▶ [TASK PROMPT] The entire set of lines below should be copied exactly.

▶ [MATERIAL SUPPLIED]
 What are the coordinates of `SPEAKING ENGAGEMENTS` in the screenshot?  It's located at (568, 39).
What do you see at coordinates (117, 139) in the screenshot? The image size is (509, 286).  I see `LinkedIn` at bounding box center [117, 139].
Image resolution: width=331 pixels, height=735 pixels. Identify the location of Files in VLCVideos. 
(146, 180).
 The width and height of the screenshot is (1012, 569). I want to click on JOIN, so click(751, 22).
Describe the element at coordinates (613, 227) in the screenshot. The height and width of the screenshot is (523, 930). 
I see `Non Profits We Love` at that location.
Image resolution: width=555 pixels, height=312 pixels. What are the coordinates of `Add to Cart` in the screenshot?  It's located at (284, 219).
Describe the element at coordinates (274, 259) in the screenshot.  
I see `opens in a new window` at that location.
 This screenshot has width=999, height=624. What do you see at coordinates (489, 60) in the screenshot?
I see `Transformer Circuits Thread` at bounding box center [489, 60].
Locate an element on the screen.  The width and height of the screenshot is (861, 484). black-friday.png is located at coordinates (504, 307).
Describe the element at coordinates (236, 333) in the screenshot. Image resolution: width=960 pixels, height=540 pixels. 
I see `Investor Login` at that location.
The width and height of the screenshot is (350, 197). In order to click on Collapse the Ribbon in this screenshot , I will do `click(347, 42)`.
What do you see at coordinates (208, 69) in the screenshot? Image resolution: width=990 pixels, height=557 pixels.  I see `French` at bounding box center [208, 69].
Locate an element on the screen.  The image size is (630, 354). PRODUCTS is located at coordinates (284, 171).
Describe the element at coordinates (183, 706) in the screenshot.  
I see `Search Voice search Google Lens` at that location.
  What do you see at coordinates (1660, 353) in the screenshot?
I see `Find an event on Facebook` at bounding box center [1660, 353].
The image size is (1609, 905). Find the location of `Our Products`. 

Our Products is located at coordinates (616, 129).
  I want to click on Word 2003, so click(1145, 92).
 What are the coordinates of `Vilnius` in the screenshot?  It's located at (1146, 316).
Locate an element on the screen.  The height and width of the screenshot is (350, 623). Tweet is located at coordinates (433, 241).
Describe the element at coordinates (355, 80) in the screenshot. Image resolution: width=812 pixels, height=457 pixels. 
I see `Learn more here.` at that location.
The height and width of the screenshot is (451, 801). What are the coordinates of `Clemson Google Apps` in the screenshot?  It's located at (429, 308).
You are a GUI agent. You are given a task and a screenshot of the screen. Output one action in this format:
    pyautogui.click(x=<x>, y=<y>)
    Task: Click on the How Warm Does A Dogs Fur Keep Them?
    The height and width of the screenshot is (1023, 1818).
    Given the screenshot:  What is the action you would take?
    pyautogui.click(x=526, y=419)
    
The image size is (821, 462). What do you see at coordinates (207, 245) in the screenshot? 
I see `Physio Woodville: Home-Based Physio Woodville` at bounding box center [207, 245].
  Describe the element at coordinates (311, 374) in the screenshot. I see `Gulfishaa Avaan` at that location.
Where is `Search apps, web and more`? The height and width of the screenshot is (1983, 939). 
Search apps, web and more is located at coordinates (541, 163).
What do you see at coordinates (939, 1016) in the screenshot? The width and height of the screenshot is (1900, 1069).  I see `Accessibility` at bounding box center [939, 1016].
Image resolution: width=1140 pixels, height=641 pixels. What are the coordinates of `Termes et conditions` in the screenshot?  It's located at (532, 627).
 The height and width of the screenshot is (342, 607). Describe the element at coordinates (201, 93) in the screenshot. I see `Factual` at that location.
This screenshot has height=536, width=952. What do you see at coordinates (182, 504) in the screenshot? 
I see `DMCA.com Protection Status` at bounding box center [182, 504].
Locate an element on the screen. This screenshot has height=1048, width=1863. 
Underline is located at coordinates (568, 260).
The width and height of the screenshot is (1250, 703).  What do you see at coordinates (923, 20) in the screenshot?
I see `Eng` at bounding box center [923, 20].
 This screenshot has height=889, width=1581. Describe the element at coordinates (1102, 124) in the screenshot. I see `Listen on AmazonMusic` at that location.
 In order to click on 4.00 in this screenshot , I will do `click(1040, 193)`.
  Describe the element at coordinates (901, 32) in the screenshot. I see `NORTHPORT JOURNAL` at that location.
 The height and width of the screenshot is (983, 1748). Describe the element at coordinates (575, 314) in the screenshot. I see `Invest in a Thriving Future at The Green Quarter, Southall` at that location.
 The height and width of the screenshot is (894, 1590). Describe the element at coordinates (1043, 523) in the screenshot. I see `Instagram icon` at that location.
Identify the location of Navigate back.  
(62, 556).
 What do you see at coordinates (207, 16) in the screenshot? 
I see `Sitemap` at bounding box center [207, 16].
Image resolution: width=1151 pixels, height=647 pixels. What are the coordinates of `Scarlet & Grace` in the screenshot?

▶ [SOLUTION]
 What are the coordinates of `SPEAKING ENGAGEMENTS` in the screenshot?  It's located at (568, 39).
What do you see at coordinates (117, 139) in the screenshot? The image size is (509, 286).  I see `LinkedIn` at bounding box center [117, 139].
Image resolution: width=331 pixels, height=735 pixels. Identify the location of Files in VLCVideos. 
(146, 180).
 The width and height of the screenshot is (1012, 569). I want to click on JOIN, so click(751, 22).
Describe the element at coordinates (613, 227) in the screenshot. The height and width of the screenshot is (523, 930). 
I see `Non Profits We Love` at that location.
Image resolution: width=555 pixels, height=312 pixels. What are the coordinates of `Add to Cart` in the screenshot?  It's located at (284, 219).
Describe the element at coordinates (274, 259) in the screenshot.  
I see `opens in a new window` at that location.
 This screenshot has width=999, height=624. What do you see at coordinates (489, 60) in the screenshot?
I see `Transformer Circuits Thread` at bounding box center [489, 60].
Locate an element on the screen.  The width and height of the screenshot is (861, 484). black-friday.png is located at coordinates (504, 307).
Describe the element at coordinates (236, 333) in the screenshot. Image resolution: width=960 pixels, height=540 pixels. 
I see `Investor Login` at that location.
The width and height of the screenshot is (350, 197). In order to click on Collapse the Ribbon in this screenshot , I will do `click(347, 42)`.
What do you see at coordinates (208, 69) in the screenshot? Image resolution: width=990 pixels, height=557 pixels.  I see `French` at bounding box center [208, 69].
Locate an element on the screen.  The image size is (630, 354). PRODUCTS is located at coordinates (284, 171).
Describe the element at coordinates (183, 706) in the screenshot.  
I see `Search Voice search Google Lens` at that location.
  What do you see at coordinates (1660, 353) in the screenshot?
I see `Find an event on Facebook` at bounding box center [1660, 353].
The image size is (1609, 905). Find the location of `Our Products`. 

Our Products is located at coordinates (616, 129).
  I want to click on Word 2003, so click(1145, 92).
 What are the coordinates of `Vilnius` in the screenshot?  It's located at (1146, 316).
Locate an element on the screen.  The height and width of the screenshot is (350, 623). Tweet is located at coordinates (433, 241).
Describe the element at coordinates (355, 80) in the screenshot. Image resolution: width=812 pixels, height=457 pixels. 
I see `Learn more here.` at that location.
The height and width of the screenshot is (451, 801). What are the coordinates of `Clemson Google Apps` in the screenshot?  It's located at (429, 308).
You are a GUI agent. You are given a task and a screenshot of the screen. Output one action in this format:
    pyautogui.click(x=<x>, y=<y>)
    Task: Click on the How Warm Does A Dogs Fur Keep Them?
    The height and width of the screenshot is (1023, 1818).
    Given the screenshot:  What is the action you would take?
    pyautogui.click(x=526, y=419)
    
The image size is (821, 462). What do you see at coordinates (207, 245) in the screenshot? 
I see `Physio Woodville: Home-Based Physio Woodville` at bounding box center [207, 245].
  Describe the element at coordinates (311, 374) in the screenshot. I see `Gulfishaa Avaan` at that location.
Where is `Search apps, web and more`? The height and width of the screenshot is (1983, 939). 
Search apps, web and more is located at coordinates (541, 163).
What do you see at coordinates (939, 1016) in the screenshot? The width and height of the screenshot is (1900, 1069).  I see `Accessibility` at bounding box center [939, 1016].
Image resolution: width=1140 pixels, height=641 pixels. What are the coordinates of `Termes et conditions` in the screenshot?  It's located at (532, 627).
 The height and width of the screenshot is (342, 607). Describe the element at coordinates (201, 93) in the screenshot. I see `Factual` at that location.
This screenshot has height=536, width=952. What do you see at coordinates (182, 504) in the screenshot? 
I see `DMCA.com Protection Status` at bounding box center [182, 504].
Locate an element on the screen. This screenshot has height=1048, width=1863. 
Underline is located at coordinates (568, 260).
The width and height of the screenshot is (1250, 703).  What do you see at coordinates (923, 20) in the screenshot?
I see `Eng` at bounding box center [923, 20].
 This screenshot has height=889, width=1581. Describe the element at coordinates (1102, 124) in the screenshot. I see `Listen on AmazonMusic` at that location.
 In order to click on 4.00 in this screenshot , I will do `click(1040, 193)`.
  Describe the element at coordinates (901, 32) in the screenshot. I see `NORTHPORT JOURNAL` at that location.
 The height and width of the screenshot is (983, 1748). Describe the element at coordinates (575, 314) in the screenshot. I see `Invest in a Thriving Future at The Green Quarter, Southall` at that location.
 The height and width of the screenshot is (894, 1590). Describe the element at coordinates (1043, 523) in the screenshot. I see `Instagram icon` at that location.
Identify the location of Navigate back.  
(62, 556).
 What do you see at coordinates (207, 16) in the screenshot? 
I see `Sitemap` at bounding box center [207, 16].
Image resolution: width=1151 pixels, height=647 pixels. What are the coordinates of `Scarlet & Grace` in the screenshot?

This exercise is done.